Design of Many-Core Big Little μBrains for Energy-Efficient Embedded Neuromorphic Computing

M. Lakshmi Varshika1,a, Adarsha Balaji1, Federico Corradi2, Anup Das1, Jan Stuijt2 and Francky Catthoor3
1Electrical and Computer Engineering, Drexel University, USA
2Stichting IMEC Nederland, Netherlands
3IMEC, Belgium
al.luo@nudt.edu.cn

ABSTRACT


As spiking-based deep learning inference applications are increasing in embedded systems, these systems tend to integrate neuromorphic accelerators such as μBrain to improve energy efficiency. We propose a μBrain-based scalable many-core neuromorphic hardware design to accelerate the computations of spiking deep convolutional neural networks (SDCNNs). To increase energy efficiency, cores are designed to be heterogeneous in terms of their neuron and synapse capacity (i.e., big vs. little cores), and they are interconnected using a parallel segmented bus interconnect, which leads to lower latency and energy compared to a traditional mesh-based Network-on-Chip (NoC). We propose a system software framework called SentryOS to map SDCNN inference applications to the proposed design. SentryOS consists of a compiler and a run-time manager. The compiler compiles an SDCNN application into sub-networks by exploiting the internal architecture of big and little μBrain cores. The run-time manager schedules these sub-networks onto cores and pipeline their execution to improve throughput.

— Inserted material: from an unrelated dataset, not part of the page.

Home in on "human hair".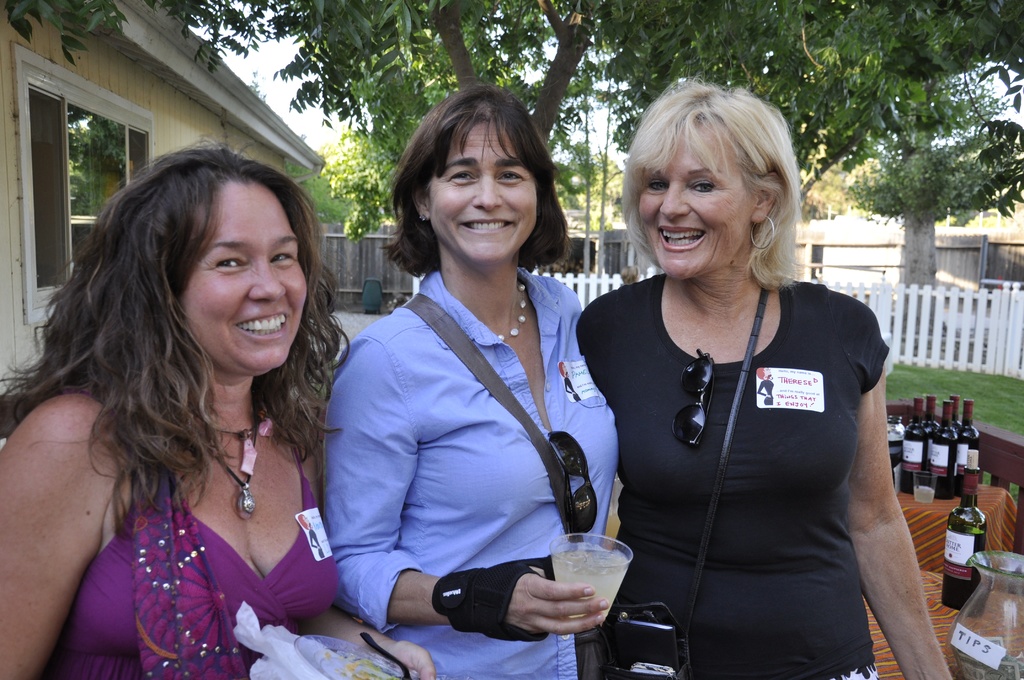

We evaluate the proposed big little many-core neuromorphic design and the system software framework with five commonly-used SDCNN inference applications and show that the proposed solution reduces energy (between 37% and 98%), reduces latency (between 9% and 25%), and increases application throughput (between 20% and 36%).We also show that SentryOS can be easily extended for other spiking neuromorphic accelerators such as Loihi and DYNAPs.

Keywords: Neuromorphic Computing, Spiking Deep Convolutional Neural Networks, Many-Core, Embedded Systems, μBrain.